Saturday, September 17, 2011

"The Pain Scale" by Eula Biss- Is having pain hell?

Eula Biss raises many fascinating point in her essay "The Pain Scale", but the most fascinating topic that I find is her allusion to hell. "The deepest circle of Dante's Inferno does not burn. It is frozen. In his last glimpse of Hell,... sees Satan upside down through the ice (172)," as I read this line I became quite facinated and intrigued to learn more about what exactly is Dante's Inferno is and how does Biss allude this ideal to her essay about pain. The most that I knew about hell and pain, is about the eternal suffering you receive for not repenting for your sins.

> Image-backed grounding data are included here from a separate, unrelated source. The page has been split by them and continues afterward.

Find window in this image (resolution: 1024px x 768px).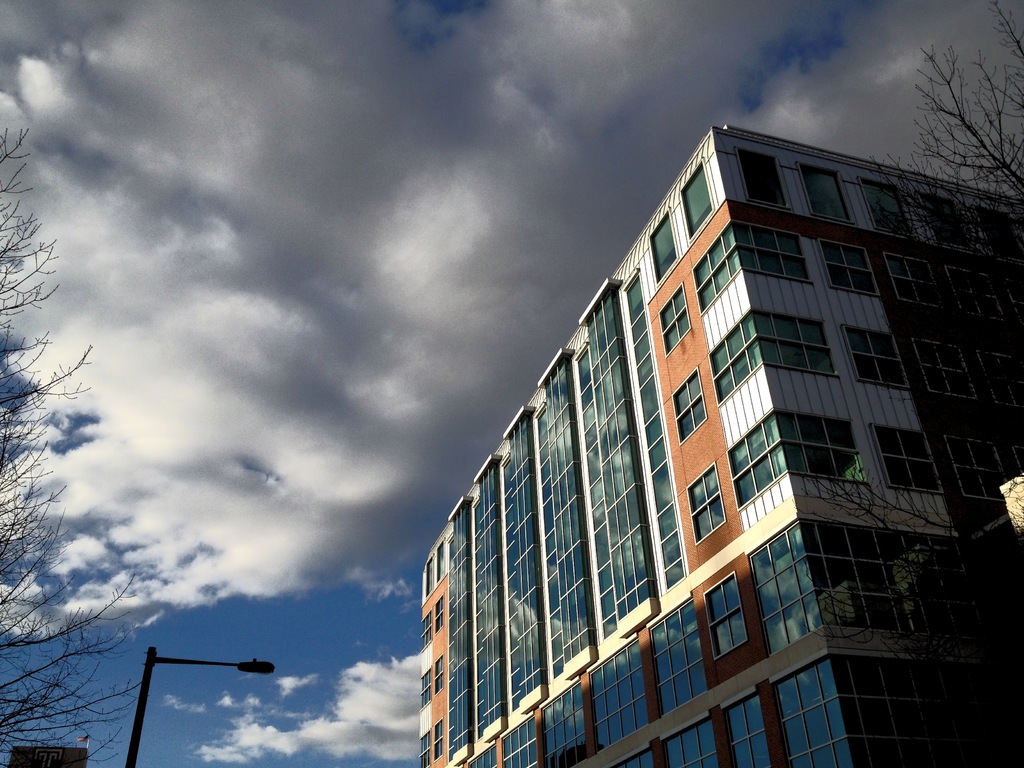
(686,462,726,545).
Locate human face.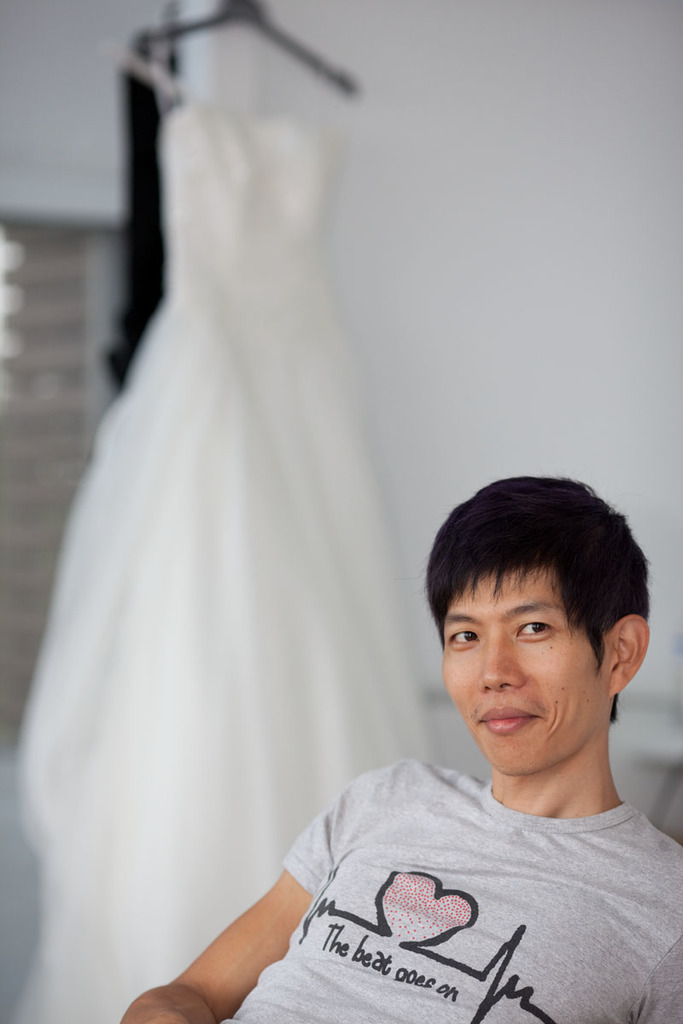
Bounding box: 435/561/608/777.
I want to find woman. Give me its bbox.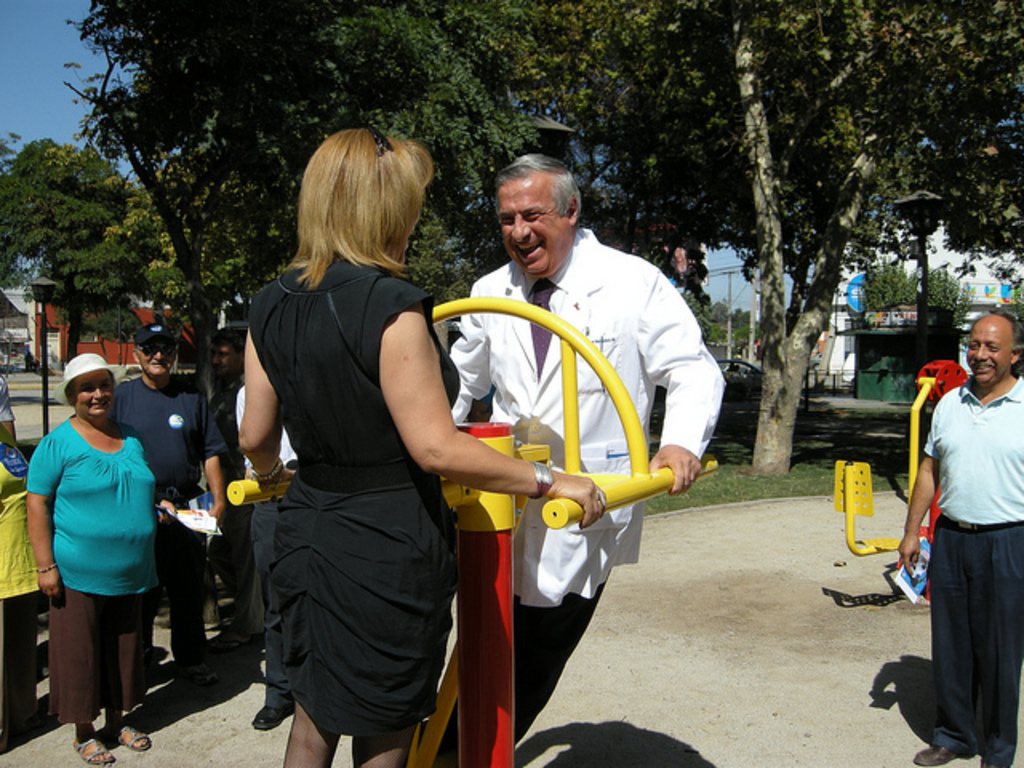
pyautogui.locateOnScreen(0, 418, 46, 742).
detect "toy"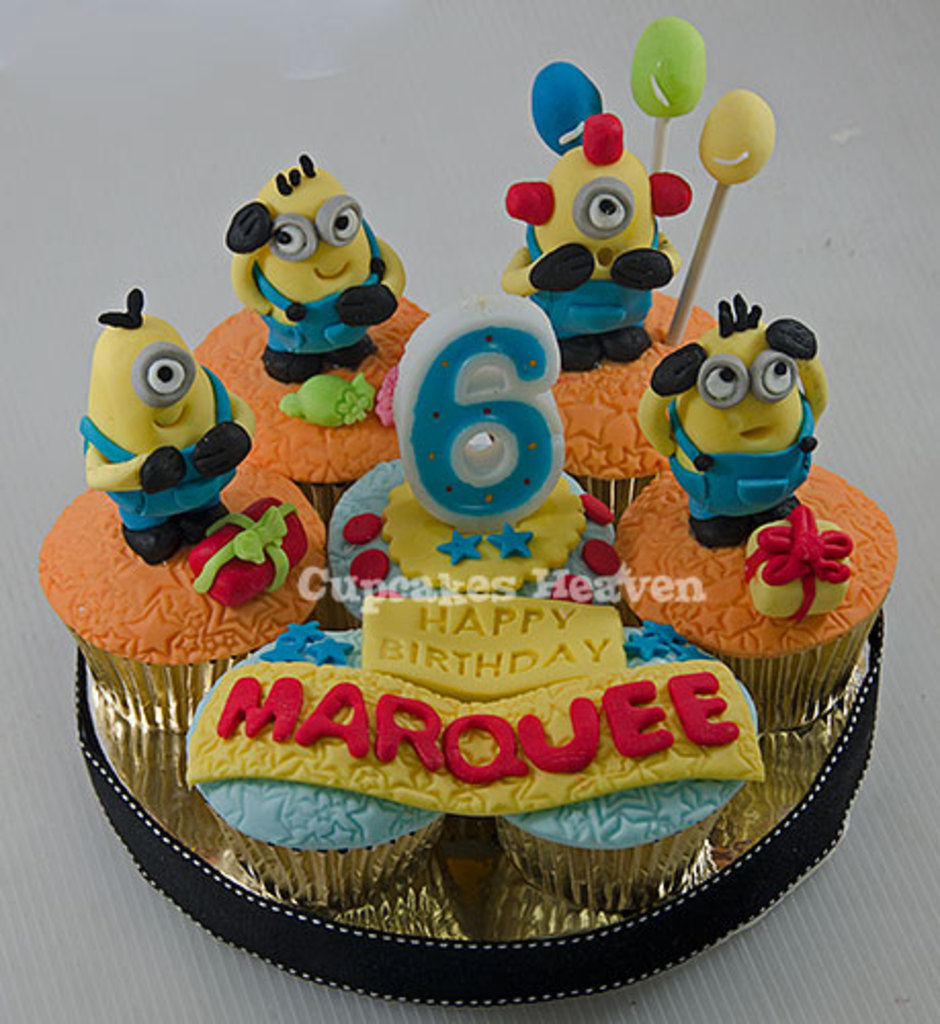
x1=623 y1=2 x2=711 y2=211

As I looked up Dante's Inferno, the one thing that stuck out to me were the levels of hell. Never in my life did I think of hell as a place that consisted of a level, I always thought hell was just one place crowded with sinners and evil people who are being tortured, laughed at, and abused by demons and devils for their own cruel behaviors on Earth. But then I began to realize, is Biss trying to say that pain is hell? Dante's Inferno has nine levels, each worse then the previous one and some levels are even divided into a sublevel. The essay is divided into a threshold number for pain, with zero being no pain at all, and 10 being an unbearable pain. You have 11 numbers for pain in Biss's essay, but only 9 levels in Dante's Inferno. So if I mix the ideas of this allusion to Biss's essay, 0 pain must be Earth in Dante's Inferno, and 10 in pain must be being the actual Devil.

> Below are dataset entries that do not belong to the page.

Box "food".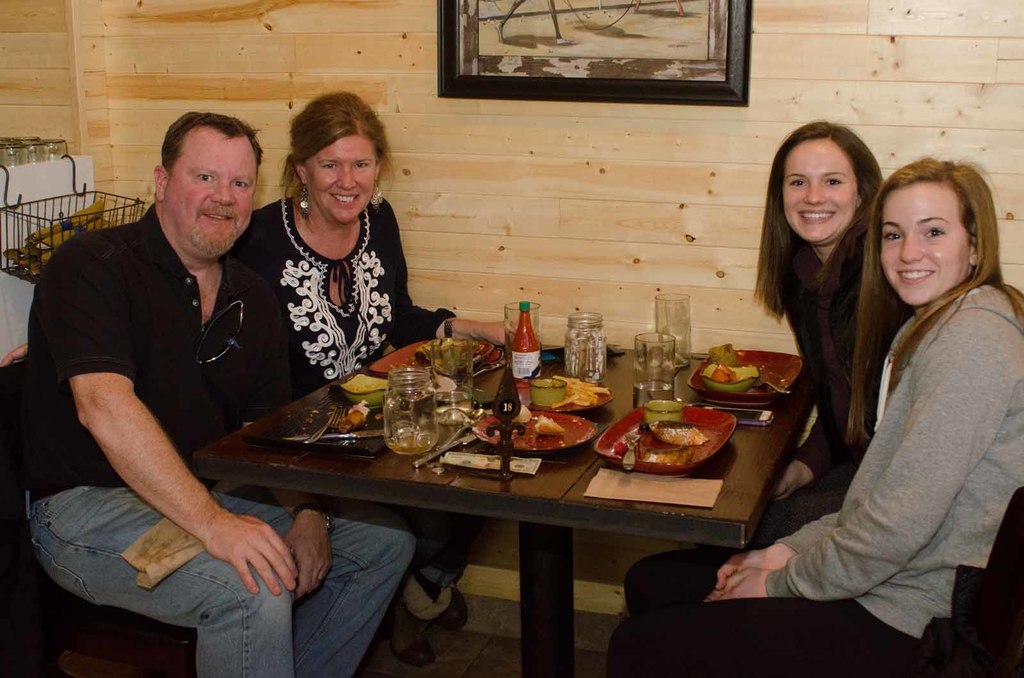
Rect(552, 377, 610, 407).
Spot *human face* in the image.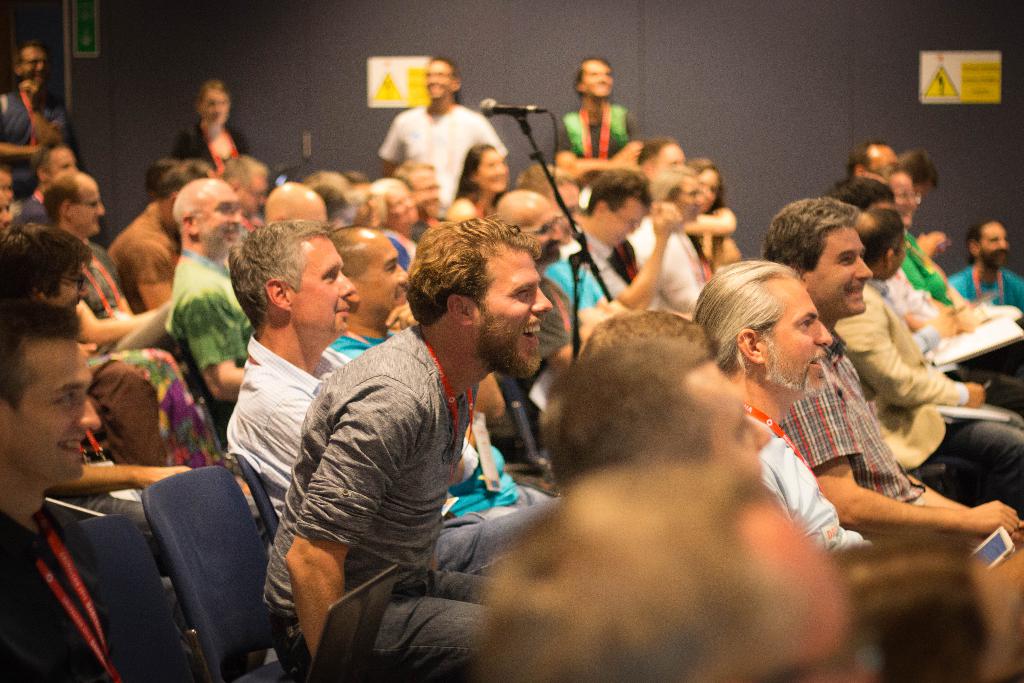
*human face* found at (left=0, top=340, right=97, bottom=489).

But the biggest question of all is why hell? How is hell like pain? Then I realized that each just gradually gets worse and sinks you in deeper to a point where you cannot return; you cannot even tell the difference because of how unsure you are of where you are and how you feel. The torment is so great that you cannot possibly try to leave behind this torment. Whenever I have a serious pain, that feeling of being stabbed by a knife I recall that I always somehow say "I feel like hell, like I'm in hell!" The funny part is I have never been to hell and I have never been stabbed by a knife (nor do I want to). So why is it that pain and hell always correlate. Of course one does not cause the other; is it an ideal that we all just grow accustommed to. Growing up around a religious point of view, you know what or learn what hell is and what happens there. Torment and pain is what happens in hell, so is it an automatic ideal that pain is hell. Does our cultural assimilation make us view this very idea as one?

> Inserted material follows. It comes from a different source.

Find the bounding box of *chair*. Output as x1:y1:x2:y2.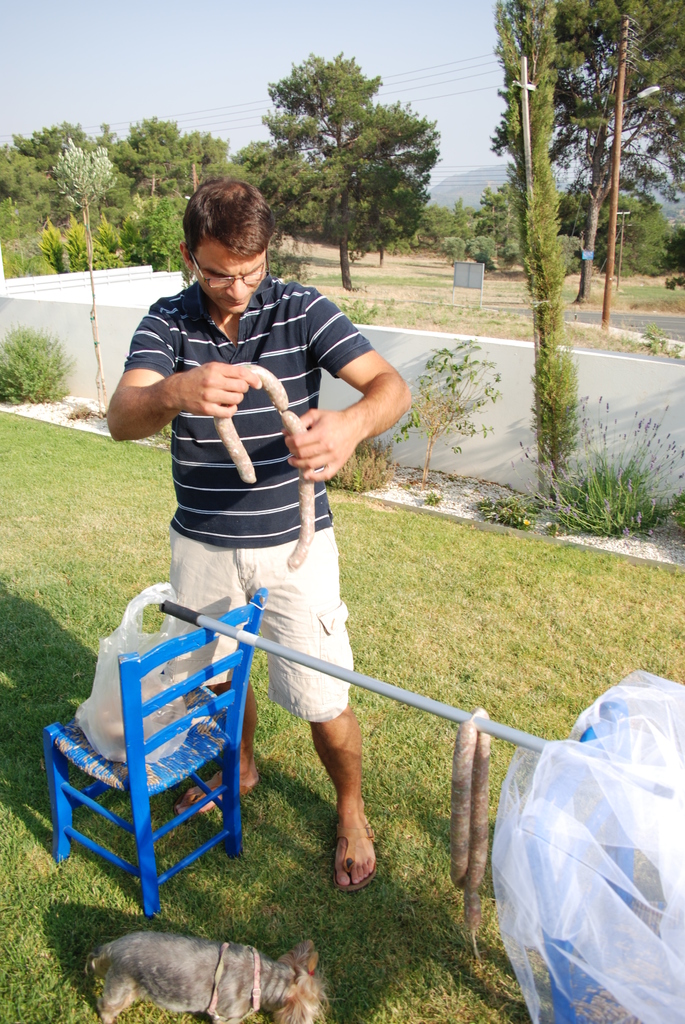
40:587:285:921.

But then you have the idea that pain is a natural thing, you cannot live without it, it is a pleasure seeked by some. A pop-cultural example are the guys from Jackass, they entertain themselves with wild, crazy stunts that clearly cause bodily or physical harm. Yet they continue to perform these crazy stunts as if it gives them pleasure. There are also sexual forms of pain that people find pleasurable, this is known as S&M, a very popular pop-singer even sang a song about this art form. Biss may argue that the pain scale for these people is a simple game of how far can you go, or it can be how they just don't feel anything like how her father when he "broke his collarbone it didn't hurt (180)." So could pain actually be bearable and a way that makes you feel alive and adventurous. Or does it have to be only for torture and making your life miserable? Some may argue one, some may argue both. However, pain is a natural human phenomena that can be taken in many several ways.

1 comment:

  1. I like how you point out that hell is an "imaginary" place. There is a section in the text I"d love to return to where Biss discusses the many people who tried to "map" hell, assuming that it was real but having no real access to it excepting their imagination.